Preaching under the impact of the Holy Spirit is the greatest power known among men. Nothing is so important to the church as kindled, consecrated personalities; men with spiritual perception, who not only understand the times but understand people, and who can enter into their problems, share their joys, their griefs, their victories; but most of all, men who know God and, having caught a new dimension of His love, can interpret Him to their own generation. To enable tearful eyes to read majestic meanings in disappointments, and at the same time to arrest the long thoughts of youth and turn them from the glittering camouflage of life to the reality of truth, beauty, and character —this is the task of a preacher.
Preaching was never easy, and woe to the man who tries to make it so. Of our Lord it was said, "His word was with power." The authoritative note in our Lord's preaching did not come from books of sermons written by other men but from years of thoughtful meditation, and hours, even whole nights, of prayer before He uttered His messages. Authority comes from conviction. The preacher himself must be fully persuaded if he would persuade men. Only one who knows can make other men know.
"What shall I preach?" asked John Wesley. Bohler's reply is arresting. "Preach faith until you have faith and then because you have it, you will preach faith." At first glance this answer appears as an exhortation to hypocrisy. It is not. On the contrary it reveals a deep insight into the human heart, something which Wesley himself discovered just one month later. When his heart caught on fire, his word was with power. And what miracles of grace accompanied his message!
Before that night in Aldersgate, London, "Wesley had no intellectual difficulty in respect to the faith he was preaching; none at all apparently." But he could not preach with power until his theology became an inward personal experience.
Fellowship With the Father
Present-day preaching faces this dilemma, that the pulpit is too often vexed by misgivings and lack of certainty, and the consequence is that the gospel becomes an apology instead of an apostolate. To deal with the vital questions of life one must know not only the answers but the Answerer Himself.
Eloquence, charm, homiletic artistry, while all good in themselves, can never atone for the lack or loss of that vital inward experience we call spiritual reality. All great preachers have been possessed by that reality. Bushnell one night leaped out of bed, caught up in a great joy, crying, "I have found it. I have found the gospel!" He had passed beyond partial glimpses and doubts and had come into the clear sense of a divine nearness. He had changed from mere belief to active faith, from the acceptance of just a proposition to a fellowship with the Father and the Friend of sinners.
An understanding of the importance of the preacher and his preaching led the Columbia Union executive committee and the Washington Missionary College Department of Religion to inaugurate something new in Adventism—a lectureship on preaching. This was held from May 12 to 16. It was to be a study of expository rather than evangelistic preaching. H. M. S. Richards, an alumnus of the college class of 1919, was chosen to deliver this first of an annual series of lectures to be known as the H. M. S. Richards Lectureship or Preaching. This gathering of ministers from the field and students from the Washington Missionary College and the Seminary promises to be one of the most effectual means of lifting the standards of Adventist preaching in this area. What was presented during those nine seventy-five-minute lectures will appear in published form and will be available to our preachers the world around. No man is better known to our Adventist workers than our beloved Brother Richards. A man of great convictions and deep spiritual insight, he has given more than forty years to the preaching of the gospel of Christ in the setting of the Advent message. Some declare that no single voice in our generation has been heard by as many people during the past three decades as the well-known voice of the Voice of Prophecy program. And yet with all the demands of radio and evangelistic sermons this preacher takes time to live with great books, needy people, and best of all, with God.
We are happy to feature his lectureship in this issue of THE MINISTRY. We wish every preacher in the denomination could have shared in the excellent material given during those intensive days. But it will be made available to you within the next few months. Watch for further announcements. The probable title of the book will be Feed My Sheep.
"I regret that I cannot turn the clock back twenty years," said Brother Richards as he came to the close of his lectures. "But that being impossible, I pray that what I have endeavored to say will inspire you young men to do exploits for God."
Others of us can express the same regret. We live in the greatest hour of history. And the greatest preachers in the Advent cause have yet to be heard. No generation ever faced such high responsibility or so wonderful an opportunity.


Assigned task:
Go through the data and copy every line in which "this" appears.

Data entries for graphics

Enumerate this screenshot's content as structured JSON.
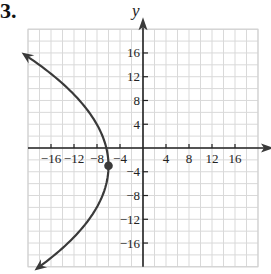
{
  "problem": {
    "number_label": "3."
  },
  "chart_data": {
    "type": "line",
    "title": "",
    "xlabel": "x",
    "ylabel": "y",
    "xlim": [
      -20,
      20
    ],
    "ylim": [
      -20,
      20
    ],
    "grid": true,
    "grid_step": 2,
    "x_ticks": [
      -16,
      -12,
      -8,
      -4,
      4,
      8,
      12,
      16
    ],
    "x_tick_labels": [
      "−16",
      "−12",
      "−8",
      "−4",
      "4",
      "8",
      "12",
      "16"
    ],
    "y_ticks": [
      16,
      12,
      8,
      4,
      -4,
      -8,
      -12,
      -16
    ],
    "y_tick_labels": [
      "16",
      "12",
      "8",
      "4",
      "−4",
      "−8",
      "−12",
      "−16"
    ],
    "series": [
      {
        "name": "parabola",
        "description": "Parabola opening left with vertex at (-6, -3); arrows at both ends",
        "equation": "(y + 3)^2 = -24(x + 6)",
        "vertex": {
          "x": -6,
          "y": -3
        },
        "y_range": [
          -20,
          15.5
        ],
        "points": [
          {
            "x": -20,
            "y": 15.3
          },
          {
            "x": -16,
            "y": 12.5
          },
          {
            "x": -12,
            "y": 9.0
          },
          {
            "x": -8,
            "y": 3.9
          },
          {
            "x": -6,
            "y": -3
          },
          {
            "x": -8,
            "y": -9.9
          },
          {
            "x": -12,
            "y": -15.0
          },
          {
            "x": -16,
            "y": -18.5
          },
          {
            "x": -18,
            "y": -20
          }
        ]
      }
    ],
    "annotations": [
      {
        "type": "point",
        "x": -6,
        "y": -3,
        "label": "vertex"
      }
    ],
    "colors": {
      "curve": "#3a3a3a",
      "axis": "#222222",
      "grid": "#d9d9d9"
    }
  }
}
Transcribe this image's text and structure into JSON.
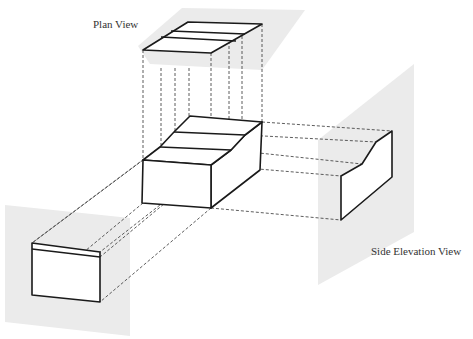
{
  "diagram": {
    "type": "orthographic-projection",
    "labels": {
      "plan_view": "Plan View",
      "side_elevation_view": "Side Elevation View"
    },
    "views": [
      {
        "name": "Plan View",
        "position": "top"
      },
      {
        "name": "Front View",
        "position": "left",
        "labeled": false
      },
      {
        "name": "Side Elevation View",
        "position": "right"
      }
    ],
    "colors": {
      "projection_plane": "#ebebeb",
      "outline": "#1a1a1a",
      "projection_line": "#333333",
      "background": "#ffffff"
    }
  }
}
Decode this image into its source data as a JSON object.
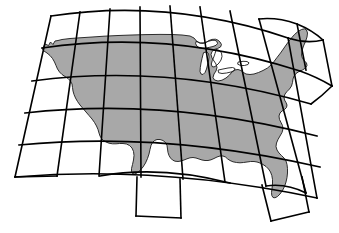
{
  "figure": {
    "background_color": "#ffffff",
    "landmass_fill_color": "#a8a8a8",
    "landmass_outline_color": "#1a1a1a",
    "grid_line_color": "#000000",
    "grid_line_width": "1.6",
    "coast_line_width": "0.9"
  },
  "map_data": {
    "type": "map",
    "region": "Conterminous United States",
    "projection_family": "conic",
    "grid": {
      "columns": 9,
      "rows": 6,
      "cell_shape": "curved quadrilateral",
      "curvature": "arcs bow upward toward the north, meridians fan outward",
      "outline_style": "stepped perimeter following sheet boundaries"
    },
    "features": [
      "Pacific coastline",
      "Puget Sound",
      "Cape Mendocino",
      "Baja / Gulf of California notch",
      "Rio Grande border",
      "Gulf of Mexico coastline",
      "Florida peninsula",
      "Atlantic coastline",
      "Chesapeake Bay",
      "Cape Cod",
      "Maine",
      "Great Lakes",
      "Lake Superior",
      "Lake Michigan",
      "Lake Huron",
      "Lake Erie",
      "Lake Ontario",
      "Canadian border"
    ],
    "extent_notes": {
      "north_edge": "49th parallel arc across top of map",
      "south_edge": "Gulf coast and southern tip of Texas",
      "west_edge": "Pacific coast",
      "east_edge": "Atlantic coast"
    }
  }
}
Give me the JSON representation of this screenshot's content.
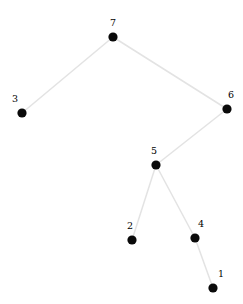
{
  "figure": {
    "kind": "graph-diagram",
    "subtitle": "binary tree node-link diagram",
    "width": 243,
    "height": 304,
    "background_color": "#ffffff",
    "node_color": "#0a0a0a",
    "edge_color": "#e3e3e3",
    "label_color": "#000000",
    "node_radius": 4.6,
    "edge_width": 1.5
  },
  "chart_data": {
    "type": "diagram",
    "title": "",
    "nodes": [
      {
        "id": "7",
        "label": "7",
        "x": 113,
        "y": 37,
        "label_x": 110,
        "label_y": 18,
        "label_anchor": "above-left"
      },
      {
        "id": "3",
        "label": "3",
        "x": 22,
        "y": 113,
        "label_x": 12,
        "label_y": 94,
        "label_anchor": "above-left"
      },
      {
        "id": "6",
        "label": "6",
        "x": 227,
        "y": 109,
        "label_x": 228,
        "label_y": 90,
        "label_anchor": "above-right"
      },
      {
        "id": "5",
        "label": "5",
        "x": 156,
        "y": 165,
        "label_x": 151,
        "label_y": 146,
        "label_anchor": "above-left"
      },
      {
        "id": "2",
        "label": "2",
        "x": 132,
        "y": 240,
        "label_x": 127,
        "label_y": 221,
        "label_anchor": "above-left"
      },
      {
        "id": "4",
        "label": "4",
        "x": 195,
        "y": 238,
        "label_x": 198,
        "label_y": 219,
        "label_anchor": "above-right"
      },
      {
        "id": "1",
        "label": "1",
        "x": 213,
        "y": 288,
        "label_x": 218,
        "label_y": 269,
        "label_anchor": "above-right"
      }
    ],
    "edges": [
      {
        "source": "7",
        "target": "3"
      },
      {
        "source": "7",
        "target": "6"
      },
      {
        "source": "6",
        "target": "5"
      },
      {
        "source": "5",
        "target": "2"
      },
      {
        "source": "5",
        "target": "4"
      },
      {
        "source": "4",
        "target": "1"
      }
    ],
    "node_labels": [
      "7",
      "3",
      "6",
      "5",
      "2",
      "4",
      "1"
    ],
    "legend": [],
    "xlabel": "",
    "ylabel": "",
    "grid": false
  }
}
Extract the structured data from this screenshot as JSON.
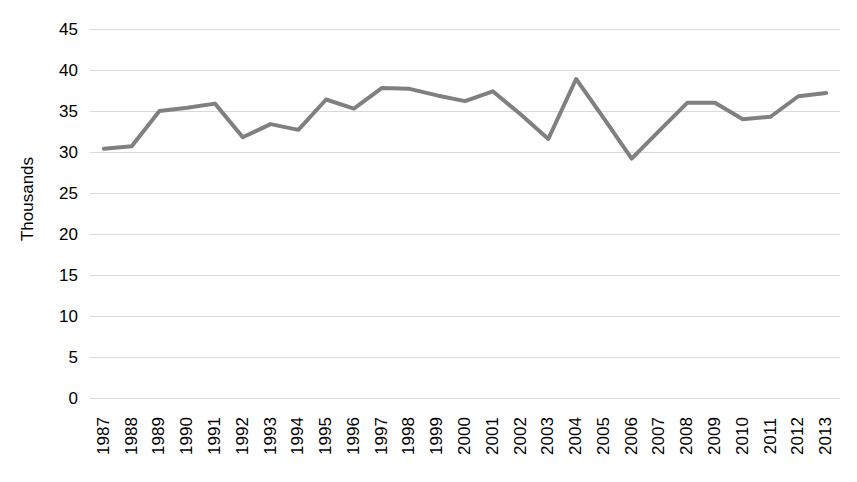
{
  "chart_data": {
    "type": "line",
    "title": "",
    "xlabel": "",
    "ylabel": "Thousands",
    "categories": [
      "1987",
      "1988",
      "1989",
      "1990",
      "1991",
      "1992",
      "1993",
      "1994",
      "1995",
      "1996",
      "1997",
      "1998",
      "1999",
      "2000",
      "2001",
      "2002",
      "2003",
      "2004",
      "2005",
      "2006",
      "2007",
      "2008",
      "2009",
      "2010",
      "2011",
      "2012",
      "2013"
    ],
    "values": [
      30.4,
      30.7,
      35.0,
      35.4,
      35.9,
      31.8,
      33.4,
      32.7,
      36.4,
      35.3,
      37.8,
      37.7,
      36.9,
      36.2,
      37.4,
      34.6,
      31.6,
      38.9,
      34.1,
      29.2,
      32.6,
      36.0,
      36.0,
      34.0,
      34.3,
      36.8,
      37.2
    ],
    "ylim": [
      0,
      45
    ],
    "ytick_step": 5,
    "yticks": [
      "45",
      "40",
      "35",
      "30",
      "25",
      "20",
      "15",
      "10",
      "5",
      "0"
    ],
    "grid": true,
    "legend": false,
    "legend_position": "none",
    "series_color": "#808080",
    "gridline_color": "#d9d9d9",
    "text_color": "#000000",
    "xtick_rotation": -90
  }
}
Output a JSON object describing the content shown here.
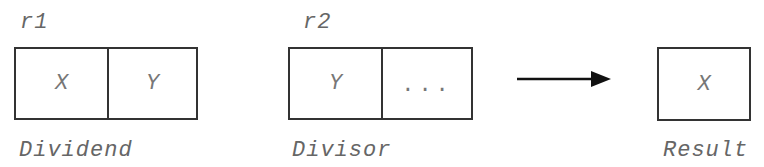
{
  "registers": [
    {
      "name": "r1",
      "cells": [
        "X",
        "Y"
      ],
      "caption": "Dividend"
    },
    {
      "name": "r2",
      "cells": [
        "Y",
        "..."
      ],
      "caption": "Divisor"
    }
  ],
  "result": {
    "cells": [
      "X"
    ],
    "caption": "Result"
  },
  "arrow": {
    "direction": "right",
    "color": "#111111"
  }
}
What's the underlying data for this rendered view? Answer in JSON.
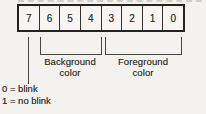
{
  "diagram": {
    "title_semantic": "attribute-byte-bit-layout",
    "bits": [
      "7",
      "6",
      "5",
      "4",
      "3",
      "2",
      "1",
      "0"
    ],
    "background_field": {
      "line1": "Background",
      "line2": "color"
    },
    "foreground_field": {
      "line1": "Foreground",
      "line2": "color"
    },
    "blink_legend": {
      "line1": "0 = blink",
      "line2": "1 = no blink"
    }
  },
  "colors": {
    "ink": "#2f2d2a",
    "paper": "#f4f2ef",
    "box_border": "#25231f",
    "artifact_line": "#ccc9c4"
  }
}
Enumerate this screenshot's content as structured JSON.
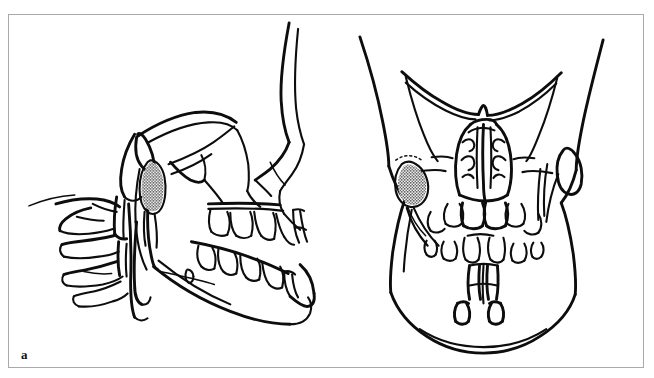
{
  "figure": {
    "panel_label": "a",
    "top_text_remnant": "",
    "frame_color": "#a9a9a9",
    "ink_color": "#0d0d0d",
    "background_color": "#ffffff",
    "caption": "",
    "illustrations": [
      {
        "id": "lateral-skull-view",
        "name": "Lateral (profile) skull line drawing",
        "orientation": "lateral",
        "facing": "right",
        "structures": [
          "cranial base",
          "zygomatic arch",
          "orbital rim",
          "nasal profile",
          "maxilla with dentition",
          "mandible with dentition",
          "mandibular ramus",
          "mandibular condyle",
          "coronoid process",
          "cervical vertebrae"
        ],
        "lesion": {
          "name": "stippled lesion at mandibular condyle / ramus",
          "pattern": "stipple",
          "fill_color": "#0d0d0d"
        }
      },
      {
        "id": "frontal-skull-view",
        "name": "Frontal (anteroposterior) skull line drawing",
        "orientation": "frontal",
        "facing": "viewer",
        "structures": [
          "supraorbital ridges",
          "orbital rims",
          "nasal cavity and turbinates",
          "nasal septum",
          "zygomatic arches",
          "maxillary dentition",
          "mandibular dentition",
          "mandibular body",
          "mandibular rami",
          "mandibular condyles"
        ],
        "lesion": {
          "name": "stippled lesion at left mandibular condyle region",
          "pattern": "stipple",
          "fill_color": "#0d0d0d"
        }
      }
    ]
  }
}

Answer to the problem:
Enumerate this screenshot's content as structured JSON.
Transcribe this image's text and structure into JSON.
Decode this image into its source data as a JSON object.
Give me the JSON representation of this screenshot's content.
Extract the structured data from this screenshot as JSON.
What's the underlying data for this rendered view? Answer in JSON.
Enumerate this screenshot's content as structured JSON.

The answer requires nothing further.